“No, Elspeth,” he said. “There will be no going away from here, for you and me, till we go feet foremost.”
Before the afternoon we had heard all: how he had gone to see this English lord who had “usurped” Drumdoon: how he had not gained an interview, and had seen no other than Mr Laing, the East Lothian factor. He had had to accept bitter hard terms. Sir Ewan Campbell was in Madras, with his regiment, a ruined man: he would never be home again, and, if he were, would be a stranger in the Three Straths, where he and his had lived, and where his kindred had been born and had died during six centuries back. There was no hope. This Lord Greycourt wanted more rent, and he also wanted Strathgorm for a deer-run.
We were sitting, brooding on these things: in our ears the fierce words that Gorromalt had said, with bitter curses, upon the selling of the ancient land and the betrayal of the people.

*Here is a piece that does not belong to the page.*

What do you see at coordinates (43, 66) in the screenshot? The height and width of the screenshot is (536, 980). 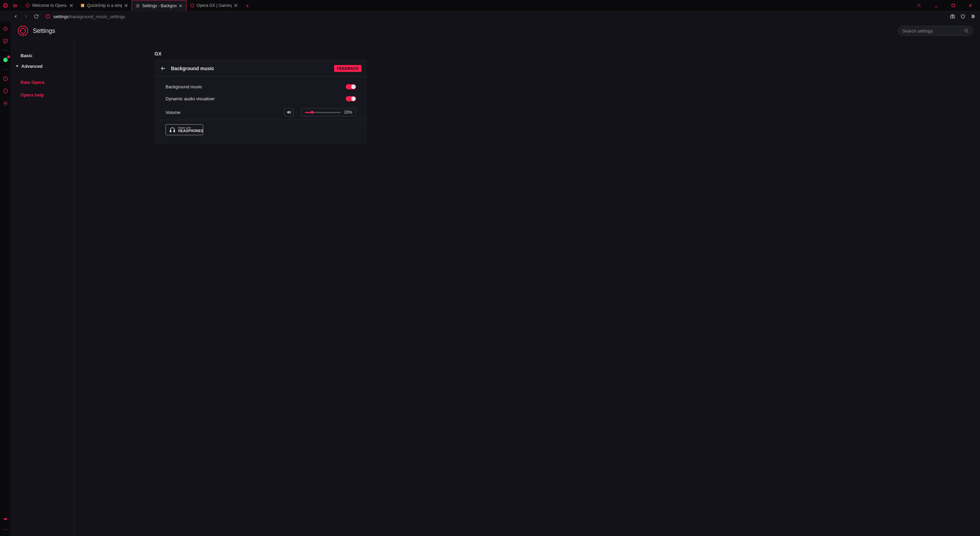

Morag was in one of her strange moods. I saw her, with her shining eyes, looking at the birch that overhung the small foaming linn beyond us, just as though she saw the soul of it, and the soul with strange speech to it.
“Where is Muireall?” she said to me suddenly, in a low voice.
“Muireall?” I repeated, “Muireall? I am not for knowing, Morag. Why do you ask? Do you want her?”
She did not answer, but went on:
“Have you seen him again?”
“Him?… Whom?”
“Jasper Morgan, this English lord’s son.”